I was excited for Webpack 2 and Tree Shaking but upon implementing it into my application is seems to bloat the bundle by about 300kb. I can try to reproduce this in a smaller sample repo but for now I’ll just show screenshots of my current application bundle size from generated stats. Here is a link to my generated stats and below are screenshots:
https://drive.google.com/folderview?id=0Bz7gMzxYFJb9cVc1dUdBZlpvZVE&usp=sharing
Webpack 1
##### Webpack 2
const babelrc = `{
"presets": ["react", "es2015-webpack", "stage-0"],
"env": {
"development": {
"plugins": [
"rewire",
"transform-decorators-legacy",
"typecheck",
["transform-runtime", {"polyfill": true}],
["react-transform",
{
"transforms": [{
"transform": "react-transform-hmr",
"imports": ["react"],
"locals": ["module"]
}, {
"transform": "react-transform-catch-errors",
"imports": ["react", "redbox-react"]
}]
}]
]
},
"production": {
"plugins": [
["transform-runtime", {"polyfill": true}],
"transform-decorators-legacy",
"typecheck"
]
}
}
}`;
I am experiencing the same. Was equally excited by the treeshaking features, knowing that I use precious little of libraries such as ramda, but after the upgrade the resultant build was almost equivalent of my previous build size. UglifyJs and the new LoaderOptions plugins were both being used.
Experiencing the same thing here with a big Angular app.
Our code isn’t written in a way that would benefit much from tree-shaking, but it appears that Webpack’s native ES6 module support always produces code that is considerably more verbose than Babel’s CJS transpiler.
If I use Babel to transpile my ES6 modules into CJS, Webpack 2’s performance isn’t quite as bad (but is still worse than Webpack 1.13.0).
The following simple script demonstrates my case nicely:
Using Webpack to “bundle” the above script (with the CommonsChunkPlugin splitting Angular & Moment into a separate chunk), the Webpack 2 consistently produces a larger bundle:
Here’s the webpack.config.js used for the above comparison. (The modifications I made between runs should be obvious from the description)
Webpack 2’s ES6 transpilation appears to be adding some overhead to the test script above, and is slightly less efficient even when Babel does the CJS transformation for me. Somewhat surprisingly, the Angular/Moment bundle gets significantly larger when Bundled with Webpack 2.
If you click through on the above file sizes, you can see just how much more verbose Webpack 2’s output can be. It seems like there are some relatively straightforward opportunities to make this more efficient for most common/simple cases…
Another question that’s surfaced while examining this issue:
Why doesn’t Webpack “inline” modules that are only used once? A lot of rollup’s advantages are derived from the fact that it does this…
Even if we only did this in simple cases (ie. a module that exports a string and nothing else), it seems like we could shave a few bytes off of most typical bundles.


What you output must match, exactly, the lines from the start of the records to the line containing "Image is 644x327 pixels.", both ends kept and pictures excluded.
** Opening THE DATA block **
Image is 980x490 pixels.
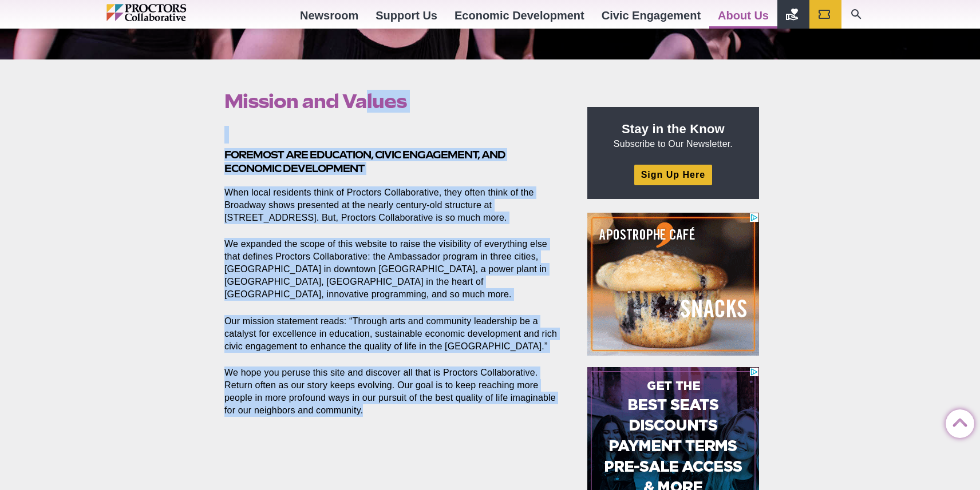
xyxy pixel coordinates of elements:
h3: Foremost are education, civic engagement, and economic development [225,148,561,175]
a: Back to Top [946,410,969,433]
p: We expanded the scope of this website to raise the visibility of everything else that defines Pro... [225,238,561,301]
strong: Stay in the Know [622,122,725,136]
p: When local residents think of Proctors Collaborative, they often think of the Broadway shows pres... [225,187,561,224]
iframe: Advertisement [588,213,759,356]
p: We hope you peruse this site and discover all that is Proctors Collaborative. Return often as our... [225,367,561,417]
p: Our mission statement reads: “Through arts and community leadership be a catalyst for excellence ... [225,315,561,353]
h1: Mission and Values [225,91,561,112]
a: Sign Up Here [635,165,712,185]
p: Subscribe to Our Newsletter. [601,121,746,151]
img: Proctors logo [106,4,235,21]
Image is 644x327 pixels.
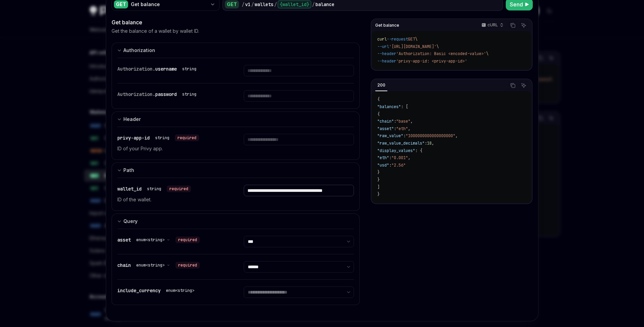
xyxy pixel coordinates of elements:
[167,185,191,192] div: required
[112,43,360,58] button: Expand input section
[114,0,128,8] div: GET
[136,237,165,243] span: enum<string>
[225,0,239,8] div: GET
[117,135,150,141] span: privy-app-id
[377,163,389,168] span: "usd"
[254,1,274,8] div: wallets
[377,97,380,102] span: {
[437,44,439,49] span: \
[394,119,396,124] span: :
[112,163,360,178] button: Expand input section
[251,1,254,8] div: /
[244,185,354,197] input: Enter wallet_id
[455,133,458,138] span: ,
[377,126,394,131] span: "asset"
[117,144,228,153] p: ID of your Privy app.
[377,170,380,175] span: }
[155,91,177,97] span: password
[277,0,311,8] div: {wallet_id}
[408,126,411,131] span: ,
[245,1,251,8] div: v1
[117,65,199,73] div: Authorization.username
[377,37,387,42] span: curl
[415,37,418,42] span: \
[408,37,415,42] span: GET
[377,148,415,153] span: "display_values"
[242,1,245,8] div: /
[391,155,408,160] span: "0.001"
[315,1,334,8] div: balance
[377,133,403,138] span: "raw_value"
[520,21,528,30] button: Ask AI
[406,133,455,138] span: "1000000000000000000"
[312,1,315,8] div: /
[508,81,517,90] button: Copy the contents from the code block
[411,119,413,124] span: ,
[117,185,191,193] div: wallet_id
[112,18,360,26] div: Get balance
[131,1,207,8] div: Get balance
[377,104,401,109] span: "balances"
[415,148,422,153] span: : {
[377,141,425,146] span: "raw_value_decimals"
[377,177,380,183] span: }
[389,44,437,49] span: '[URL][DOMAIN_NAME]'
[508,21,517,30] button: Copy the contents from the code block
[396,119,411,124] span: "base"
[176,262,200,269] div: required
[391,163,406,168] span: "2.56"
[112,28,199,34] p: Get the balance of a wallet by wallet ID.
[488,23,498,28] p: cURL
[136,263,165,268] span: enum<string>
[425,141,427,146] span: :
[520,81,528,90] button: Ask AI
[377,59,396,64] span: --header
[389,155,391,160] span: :
[175,135,199,141] div: required
[377,112,380,117] span: {
[389,163,391,168] span: :
[117,236,200,244] div: asset
[123,166,134,175] div: Path
[176,236,200,243] div: required
[377,51,396,56] span: --header
[377,184,380,190] span: ]
[136,262,170,269] button: enum<string>
[117,288,161,294] span: include_currency
[112,213,360,229] button: Expand input section
[244,90,354,102] input: Enter password
[123,46,155,54] div: Authorization
[510,0,523,8] span: Send
[244,261,354,273] select: Select chain
[244,65,354,76] input: Enter username
[396,59,468,64] span: 'privy-app-id: <privy-app-id>'
[244,134,354,145] input: Enter privy-app-id
[112,112,360,127] button: Expand input section
[123,217,138,225] div: Query
[117,237,131,243] span: asset
[478,20,506,31] button: cURL
[117,90,199,99] div: Authorization.password
[427,141,432,146] span: 18
[117,186,142,192] span: wallet_id
[396,51,486,56] span: 'Authorization: Basic <encoded-value>'
[274,1,277,8] div: /
[432,141,434,146] span: ,
[117,196,228,204] p: ID of the wallet.
[117,262,131,268] span: chain
[377,119,394,124] span: "chain"
[387,37,408,42] span: --request
[244,287,354,298] select: Select include_currency
[117,91,155,97] span: Authorization.
[117,66,155,72] span: Authorization.
[396,126,408,131] span: "eth"
[155,66,177,72] span: username
[244,236,354,247] select: Select asset
[376,23,399,28] span: Get balance
[486,51,489,56] span: \
[377,191,380,197] span: }
[376,81,388,89] div: 200
[377,44,389,49] span: --url
[377,155,389,160] span: "eth"
[123,115,141,123] div: Header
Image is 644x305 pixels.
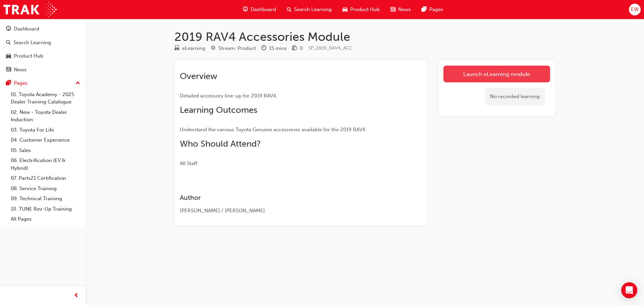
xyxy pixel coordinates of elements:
a: 05. Sales [8,145,83,155]
div: Product Hub [14,52,43,60]
div: Pages [14,79,28,87]
span: Pages [429,6,443,14]
button: EW [629,4,640,15]
span: Product Hub [350,6,380,14]
a: Product Hub [3,50,83,62]
span: guage-icon [243,5,248,14]
span: Learning Outcomes [180,105,257,115]
span: news-icon [390,5,396,14]
span: learningResourceType_ELEARNING-icon [175,45,179,52]
span: target-icon [211,45,216,52]
div: Search Learning [14,39,51,47]
span: car-icon [343,5,347,14]
div: 15 mins [269,45,287,52]
button: DashboardSearch LearningProduct HubNews [3,21,83,77]
span: Detailed accessory line-up for 2019 RAV4. [180,93,277,99]
a: 09. Technical Training [8,194,83,204]
a: 01. Toyota Academy - 2025 Dealer Training Catalogue [8,89,83,107]
a: guage-iconDashboard [238,3,281,16]
div: Stream: Product [218,45,256,52]
span: car-icon [6,53,11,59]
a: 06. Electrification (EV & Hybrid) [8,155,83,173]
span: pages-icon [422,5,426,14]
span: search-icon [6,40,11,46]
span: Who Should Attend? [180,138,261,149]
span: Learning resource code [308,45,353,51]
button: Pages [3,77,83,89]
div: 0 [300,45,303,52]
div: No recorded learning [485,88,545,105]
a: 04. Customer Experience [8,135,83,145]
span: clock-icon [261,45,267,52]
a: search-iconSearch Learning [281,3,337,16]
span: News [398,6,411,14]
a: news-iconNews [385,3,416,16]
a: 08. Service Training [8,184,83,194]
span: EW [631,6,639,14]
span: guage-icon [6,26,11,32]
h1: 2019 RAV4 Accessories Module [175,29,556,44]
div: [PERSON_NAME] / [PERSON_NAME] [180,207,398,215]
a: Dashboard [3,23,83,35]
a: pages-iconPages [416,3,448,16]
a: Launch eLearning module [443,65,550,82]
a: News [3,64,83,76]
span: pages-icon [6,80,11,87]
a: 03. Toyota For Life [8,125,83,135]
span: Search Learning [294,6,331,14]
span: Overview [180,71,218,81]
a: Search Learning [3,37,83,49]
a: 10. TUNE Rev-Up Training [8,204,83,214]
div: Type [175,44,205,52]
a: car-iconProduct Hub [337,3,385,16]
div: News [14,66,27,74]
span: All Staff [180,160,197,167]
span: news-icon [6,67,11,73]
div: Duration [261,44,287,52]
a: 07. Parts21 Certification [8,173,83,184]
span: up-icon [75,79,80,88]
div: Dashboard [14,25,40,33]
a: All Pages [8,214,83,224]
span: search-icon [287,5,291,14]
img: Trak [4,2,57,17]
span: Understand the various Toyota Genuine accessories available for the 2019 RAV4. [180,127,367,132]
h3: Author [180,194,398,201]
div: Stream [211,44,256,52]
div: Open Intercom Messenger [621,282,638,299]
span: prev-icon [74,291,79,300]
div: Price [292,44,303,52]
a: 02. New - Toyota Dealer Induction [8,107,83,125]
span: Dashboard [251,6,276,14]
div: eLearning [182,45,205,52]
span: money-icon [292,45,297,52]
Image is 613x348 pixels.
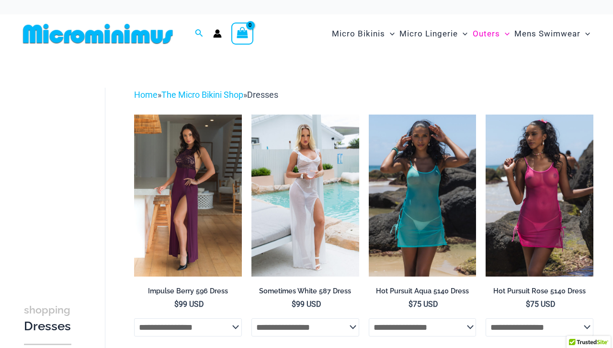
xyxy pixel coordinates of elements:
[24,304,70,316] span: shopping
[470,19,512,48] a: OutersMenu ToggleMenu Toggle
[369,286,476,299] a: Hot Pursuit Aqua 5140 Dress
[369,114,476,276] img: Hot Pursuit Aqua 5140 Dress 01
[134,286,242,295] h2: Impulse Berry 596 Dress
[328,18,594,50] nav: Site Navigation
[397,19,470,48] a: Micro LingerieMenu ToggleMenu Toggle
[458,22,467,46] span: Menu Toggle
[369,114,476,276] a: Hot Pursuit Aqua 5140 Dress 01Hot Pursuit Aqua 5140 Dress 06Hot Pursuit Aqua 5140 Dress 06
[134,114,242,276] img: Impulse Berry 596 Dress 02
[134,90,158,100] a: Home
[329,19,397,48] a: Micro BikinisMenu ToggleMenu Toggle
[251,286,359,299] a: Sometimes White 587 Dress
[134,114,242,276] a: Impulse Berry 596 Dress 02Impulse Berry 596 Dress 03Impulse Berry 596 Dress 03
[134,90,278,100] span: » »
[195,28,203,40] a: Search icon link
[485,114,593,276] img: Hot Pursuit Rose 5140 Dress 01
[161,90,243,100] a: The Micro Bikini Shop
[213,29,222,38] a: Account icon link
[408,299,413,308] span: $
[24,301,71,334] h3: Dresses
[485,114,593,276] a: Hot Pursuit Rose 5140 Dress 01Hot Pursuit Rose 5140 Dress 12Hot Pursuit Rose 5140 Dress 12
[251,114,359,276] img: Sometimes White 587 Dress 08
[512,19,592,48] a: Mens SwimwearMenu ToggleMenu Toggle
[292,299,321,308] bdi: 99 USD
[485,286,593,299] a: Hot Pursuit Rose 5140 Dress
[485,286,593,295] h2: Hot Pursuit Rose 5140 Dress
[247,90,278,100] span: Dresses
[231,23,253,45] a: View Shopping Cart, empty
[385,22,395,46] span: Menu Toggle
[369,286,476,295] h2: Hot Pursuit Aqua 5140 Dress
[526,299,555,308] bdi: 75 USD
[580,22,590,46] span: Menu Toggle
[514,22,580,46] span: Mens Swimwear
[251,114,359,276] a: Sometimes White 587 Dress 08Sometimes White 587 Dress 09Sometimes White 587 Dress 09
[174,299,179,308] span: $
[399,22,458,46] span: Micro Lingerie
[134,286,242,299] a: Impulse Berry 596 Dress
[19,23,177,45] img: MM SHOP LOGO FLAT
[473,22,500,46] span: Outers
[174,299,204,308] bdi: 99 USD
[251,286,359,295] h2: Sometimes White 587 Dress
[292,299,296,308] span: $
[408,299,438,308] bdi: 75 USD
[526,299,530,308] span: $
[24,80,110,271] iframe: TrustedSite Certified
[500,22,509,46] span: Menu Toggle
[332,22,385,46] span: Micro Bikinis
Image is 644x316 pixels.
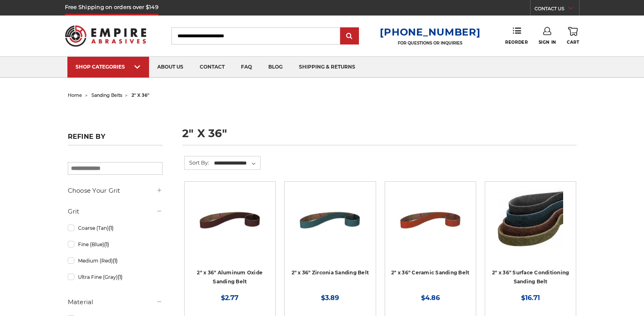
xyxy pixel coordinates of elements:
a: faq [233,56,260,77]
a: Cart [567,27,579,45]
span: $2.77 [221,294,239,302]
a: contact [192,56,233,77]
img: 2"x36" Surface Conditioning Sanding Belts [498,188,563,253]
select: Sort By: [213,157,260,169]
a: [PHONE_NUMBER] [380,26,480,38]
a: Coarse (Tan)(1) [68,221,163,235]
a: Reorder [506,27,528,44]
a: shipping & returns [291,56,364,77]
h5: Grit [68,206,163,216]
a: 2" x 36" Aluminum Oxide Sanding Belt [197,270,263,285]
a: 2"x36" Surface Conditioning Sanding Belts [491,188,570,267]
a: 2" x 36" Aluminum Oxide Pipe Sanding Belt [190,188,270,267]
span: $3.89 [321,294,339,302]
span: Cart [567,40,579,45]
a: about us [149,56,192,77]
span: Sign In [538,40,556,45]
img: Empire Abrasives [65,20,147,52]
span: (1) [118,274,122,280]
a: 2" x 36" Surface Conditioning Sanding Belt [492,270,569,285]
a: 2" x 36" Ceramic Pipe Sanding Belt [391,188,470,267]
img: 2" x 36" Aluminum Oxide Pipe Sanding Belt [197,188,263,253]
p: FOR QUESTIONS OR INQUIRIES [380,40,480,46]
label: Sort By: [185,157,209,169]
h5: Refine by [68,132,163,145]
h5: Choose Your Grit [68,186,163,196]
h5: Material [68,297,163,307]
a: CONTACT US [534,4,579,15]
span: 2" x 36" [132,92,149,98]
span: Reorder [506,40,528,45]
a: 2" x 36" Zirconia Pipe Sanding Belt [290,188,370,267]
span: (1) [113,258,118,264]
h1: 2" x 36" [182,128,577,145]
img: 2" x 36" Ceramic Pipe Sanding Belt [398,188,463,253]
a: Fine (Blue)(1) [68,237,163,251]
a: Medium (Red)(1) [68,253,163,268]
a: Ultra Fine (Gray)(1) [68,270,163,284]
input: Submit [341,28,358,44]
img: 2" x 36" Zirconia Pipe Sanding Belt [297,188,362,253]
span: (1) [109,225,114,231]
span: $16.71 [521,294,540,302]
a: blog [260,56,291,77]
a: sanding belts [91,92,122,98]
a: home [68,92,82,98]
a: 2" x 36" Zirconia Sanding Belt [292,270,369,276]
span: $4.86 [421,294,440,302]
div: SHOP CATEGORIES [75,64,141,70]
a: 2" x 36" Ceramic Sanding Belt [391,270,469,276]
span: (1) [104,241,109,247]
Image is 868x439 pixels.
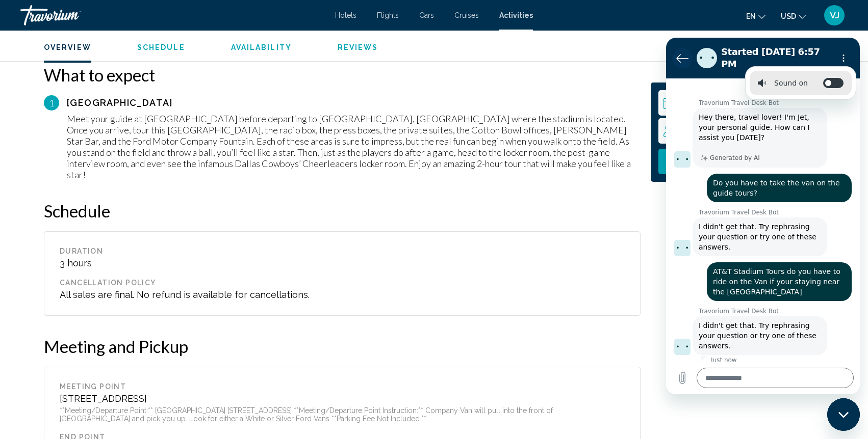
** Closing THE DATA block **
(TASK RESPONSE)
Image is 980x490 pixels.
xyxy pixel coordinates of elements:
h3: Foremost are education, civic engagement, and economic development [225,148,561,175]
a: Back to Top [946,410,969,433]
p: We expanded the scope of this website to raise the visibility of everything else that defines Pro... [225,238,561,301]
strong: Stay in the Know [622,122,725,136]
p: When local residents think of Proctors Collaborative, they often think of the Broadway shows pres... [225,187,561,224]
iframe: Advertisement [588,213,759,356]
p: We hope you peruse this site and discover all that is Proctors Collaborative. Return often as our... [225,367,561,417]
p: Our mission statement reads: “Through arts and community leadership be a catalyst for excellence ... [225,315,561,353]
h1: Mission and Values [225,91,561,112]
a: Sign Up Here [635,165,712,185]
p: Subscribe to Our Newsletter. [601,121,746,151]
img: Proctors logo [106,4,235,21]
Image is 644x327 pixels.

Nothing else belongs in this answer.